Some of the speeches (maybe most) concern issues and events that are mysterious, and others rely on context lost to history—or at least lost to me.

But as I’ll explain in a few posts over the coming weeks, some of this rhetoric is surprisingly relevant. Weeks after VE Day, would you have expected, for our first instance, to read finger-wagging speeches accusing Americans of harboring Nazi attitudes of their own?

“I can see in America, along with big business also, the union racketeer, using the same technique by which the Nazis rose to power, the gangsters’ ultimatum—‘or else,'” said Detroit Free Press editorial director Malcolm W. Bingay at the Economic Club of Detroit on May 16, 1945. He had visited Germany’s ruins, and found the scene horrific and … familiar.

All over America you can find that “or else” spirit in a people too tired to live up to their responsibility as citizens, people too timid and fearful that something might happen. They might lose their money, they might lose their social position, they might lose their political opportunity. The same spirit that I find in my beloved America, I found in the hell that was once a great and prosperous Germany.

And so I say to you in closing, anyone among us who has hate in his heart for his fellow mortal, to the extent of that hate he has accepted the philosophy of Nazism.

And any man who is afraid to speak his mind; any man who is afraid to declare himself an American citizen, standing on the fundamental principles that gave this nation its birth; any man who for cowardice or for mere gain, or prestige of position, who will prostitute his faith, he, to, at heart is a Nazi.

And that was neither the harshest nor the most persuasive rebuke of the self-righteousness Americans might have been forgiven for feeling they’d earned. On June 15, University of Chicago president Robert Maynard Hutchins delivered cannon shot of a speech at commencement exercises. He accused Americans of a lack of “intellectual integrity” where the war was concerned:

So we call Japanese soldiers fanatics when they die rather than surrender, whereas American soldiers who do the same thing are heroes. We prove that all Germans are murderers and all Japanese apes, and at the same time insist that we are going to have one world in which all men are brothers. We say we are going to re-educate the Germans, and adopt a policy of non-fraternization. We hate slavery and propose forced labor. We want order in Europe but not if we have to sacrifice to prevent starvation. We are against dictatorship, but dictatorship of the proletariat is the exception. And the new day dawns by the light of the burning homes of Tokyo and Yokohama.

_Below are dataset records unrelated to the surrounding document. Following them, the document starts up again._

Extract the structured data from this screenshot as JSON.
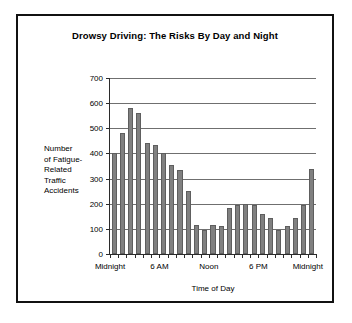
{
  "figure": {
    "title": "Drowsy Driving: The Risks By Day and Night",
    "frame_color": "#111111",
    "background_color": "#ffffff"
  },
  "axes": {
    "y_title_lines": [
      "Number",
      "of Fatigue-",
      "Related",
      "Traffic",
      "Accidents"
    ],
    "y_title": "Number of Fatigue-Related Traffic Accidents",
    "x_title": "Time of Day",
    "y_ticks": [
      "700",
      "600",
      "500",
      "400",
      "300",
      "200",
      "100",
      "0"
    ],
    "x_ticks": [
      "Midnight",
      "6 AM",
      "Noon",
      "6 PM",
      "Midnight"
    ]
  },
  "chart_data": {
    "type": "bar",
    "title": "Drowsy Driving: The Risks By Day and Night",
    "xlabel": "Time of Day",
    "ylabel": "Number of Fatigue-Related Traffic Accidents",
    "ylim": [
      0,
      700
    ],
    "yticks": [
      0,
      100,
      200,
      300,
      400,
      500,
      600,
      700
    ],
    "grid": "horizontal",
    "legend": "none",
    "bar_color": "#808080",
    "categories": [
      "Midnight",
      "1 AM",
      "2 AM",
      "3 AM",
      "4 AM",
      "5 AM",
      "6 AM",
      "7 AM",
      "8 AM",
      "9 AM",
      "10 AM",
      "11 AM",
      "Noon",
      "1 PM",
      "2 PM",
      "3 PM",
      "4 PM",
      "5 PM",
      "6 PM",
      "7 PM",
      "8 PM",
      "9 PM",
      "10 PM",
      "11 PM"
    ],
    "x_tick_positions": [
      0,
      6,
      12,
      18,
      24
    ],
    "x_tick_labels": [
      "Midnight",
      "6 AM",
      "Noon",
      "6 PM",
      "Midnight"
    ],
    "values": [
      400,
      480,
      580,
      560,
      440,
      435,
      400,
      355,
      335,
      250,
      115,
      95,
      115,
      110,
      185,
      195,
      200,
      195,
      160,
      145,
      95,
      110,
      145,
      195
    ],
    "final_value": 340
  }
}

He goes on to question whether Americans have any right to punish Germans for their war crimes:

We may hesitate a little to punish Germans for crimes against Germans unless we are ready for a foreign investigation of American crimes against Americans. I should feel better about having Americans judge the anti-semitism and the concentration camps of Germany if I could forget the anti-semitism and lynchings in the United States. Our religious and racial intolerance is unorganized, and violence is sporadic and illegal. We have not yet gone in for these things on the grand Nazi scale. But we are sufficiently vulnerable to lay ourselves open to some embarrassment if we wet ourselves to pass judgment on the domestic conduct of other nations.

Of one crime the German people were certainly guilty, and that is the crime which the new realism sanctifies, the crime of indifference. The German people, all but a few million of them, were indifferent to the rights of man and indifferent to the violation of these rights by those in power. If any nation can be found which is not guilty of this crime, then it is qualified to judge the German people for their indifference to the crimes committed by Germans against Germans. As for ourselves, it is not unfair to say that the American people, except for a few million of them, are guilty of the crime of indifference in the face of race prejudice, economic exploitation, political corruption, and the degradation of oppressed minorities. This guilt does not assist our claim to judge and punish the German people for theirs.

I can’t put my finger on why—or maybe I don’t dare to—but I did think of these surprisingly sharp, surprisingly soon postwar words during the mindless chants this week in baseball parks of U.S.A., U.S.A., U.S.A.